I could, of course, just have read the can:
Sounds great, doesn't it? But ever the empiricist I went as far as to open it and pour it into a glass. First mistake...

Satzenbrau is strikingly thin. The wateriness is such that I could well believe they didn't bother with any malt to get it up to 5% ABV, they just loaded it with white table sugar. The smell is quite distinctive: hoppy, almost to the point of skunky, and really quite accurate for a German-style pils. There's also a carbonic odour from the gassiness. So far so poor, and I won't even tell you what happens if you allow it to get warm.

There's a reason even the likes of Diageo aren't doing much to promote this. I reckon they're hoping it'll eventually go away on its own.

27 August 2007

Seven pints of the Devil's buttermilk

"Welcome to Belfast International Airport," the old joke goes, "please set your watch back 300 years." My native Northern Ireland hasn't garnered the best reputation for progressiveness and liberality over the years. The old puritanical streak left by the Planters can still be felt in the many spotlessly pretty villages which curiously lack pubs. Sunday trading is still a relatively new phenomenon and looked upon sceptically by the hardcore saved. So it is with extra delight that I report on a beer festival I attended on Saturday in the little village of Hilden, in the east Ulster heartland just south of Belfast.

The Hilden Brewery has been quietly turning out cask ales since 1981, mostly, I assume, for the export market as I have no memory of ever seeing them for sale. On the last weekend of August every year all and sundry are invited to the brewery yard for live music and a prodigious selection of real ales, both local and imported. This was my first ever trip to this sort of festival, whereby punters can buy an empty glass at the gate and have it repeatedly filled with wonderful liquids. Somewhere over 30 beers were available, about half of them from this island. I skipped the southern offerings out of familiarity (it was good to see a roaring trade in Galway Hooker), and passed on a Belfast Ale from the Whitewater Brewery as I've already reviewed it in bottled form. Instead, I concentrated first on the produce from Hilden itself.

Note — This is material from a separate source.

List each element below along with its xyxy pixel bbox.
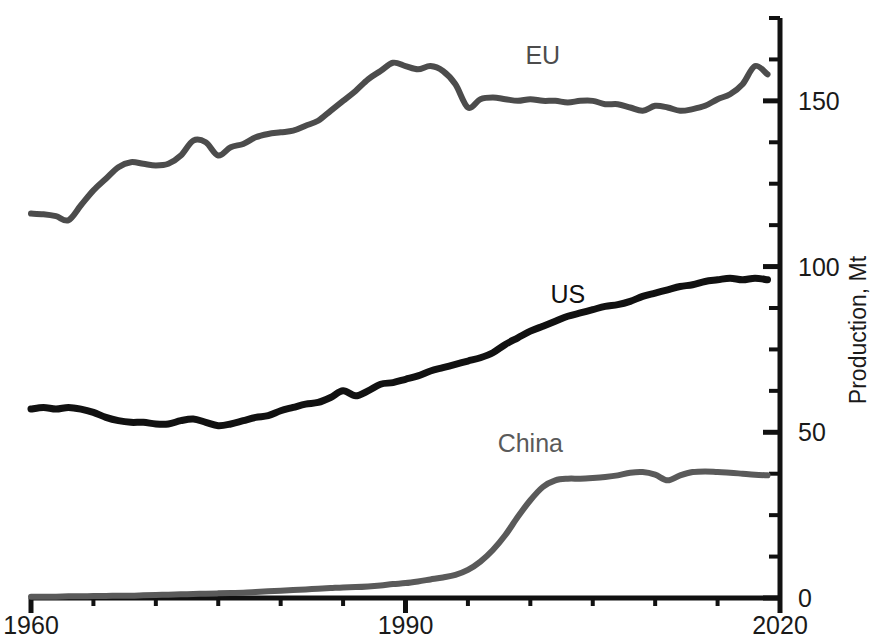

The eponymous Hilden is a deceptively smooth orange-coloured ale that seems rather thin to begin with but waits a couple of beats before hitting the palate with a big no-nonsense bitterness. Scullion is in the same general style but a step up in strength and weight, quite filling and tasting much more than its 4.6% ABV. Hilden's light and tasty summer ale, Silver, was also on tap, as was Molly Malone, their classic Irish stout: bitter and chocolaty yet highly drinkable. Just a shame about the shamrock livery: Irish stout does not need more paddywhackery.

For (hopefully) a limited time, Hilden are also making the beers for the College Green Brewery in Belfast, soon to be established at Molly's Yard restaurant. The house ale is the oddly-named Headless Dog, a smooth, rounded golden ale: pleasant but unchallenging. Molly's Chocolate Stout is also quite light, especially by chocolate stout standards. The flavour is more reminiscent of sweet milk chocolate than bitter dark. Bravely, there is no lager in the set. Instead, lager-drinkers are directed towards Belfast Blonde. This is a lip-smackingly gorgeous bitter keg ale. It's a touch watery, but I can't imagine any dyed-in-the-wool Harp drinkers wanting to go back after one of these.

Beer news from the North, then, is good. I only wish some of these made more of an appearance south of the border. Tomorrow, the beers controversially described in the programme as from "the mainland".